Take pneumonia. Pneumonia is an infection of the lungs (typically a bacterial infection). The bacteria that most often produce pneumonia have toxins that cause tissue injury, that provoke inflammation, and that ultimately produce symptoms. So here it seems that the bacteria is a foreign object or substance, right? And you're correct that
much of the damage caused by pneumonia is caused by the body's inflammatory response.

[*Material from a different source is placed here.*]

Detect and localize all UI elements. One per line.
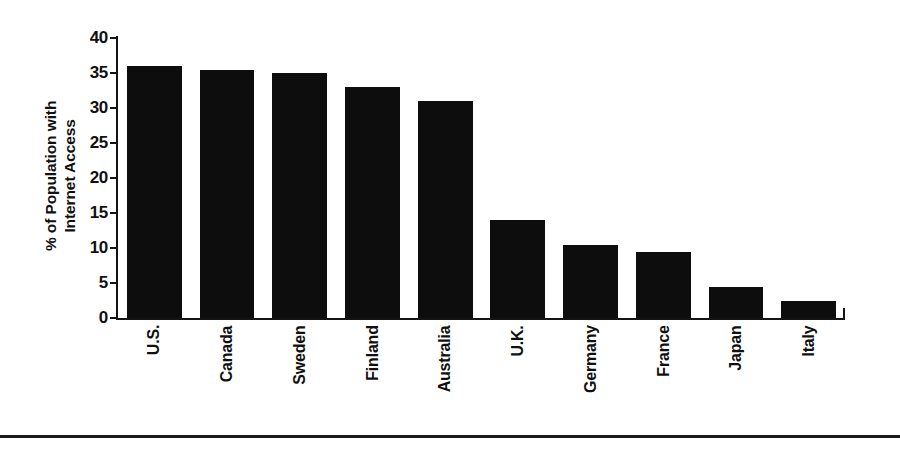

But now consider that there are intrinsic host factors that affect susceptibility to pneumonia and risk of complications with it. The elderly are FAR more susceptible to pneumonia than people who are young and healthy. People with cystic fibrosis (which is a genetic disease) have pulmonary infections all the time. These are unmodifiable risk factors. There are many other extrinsic things that will alter a host's intrinsic susceptibility -- for instance smoking (extrinsic) will lead to a host who is
intrinsically more susceptible to infection by pneumonia pathogens. If someone develops cancer (sometimes intrinsic, sometimes extrinsic), the chemotherapy (extrinsic) will lead to a host with an intrinsically weak immune system that is more susceptible.
So diseases can't cleanly be thought of as intrinsic or extrinsic. But to be sure, very often there are external factors that either cause injury or that provoke an injurious response by the body, and there are tons of examples.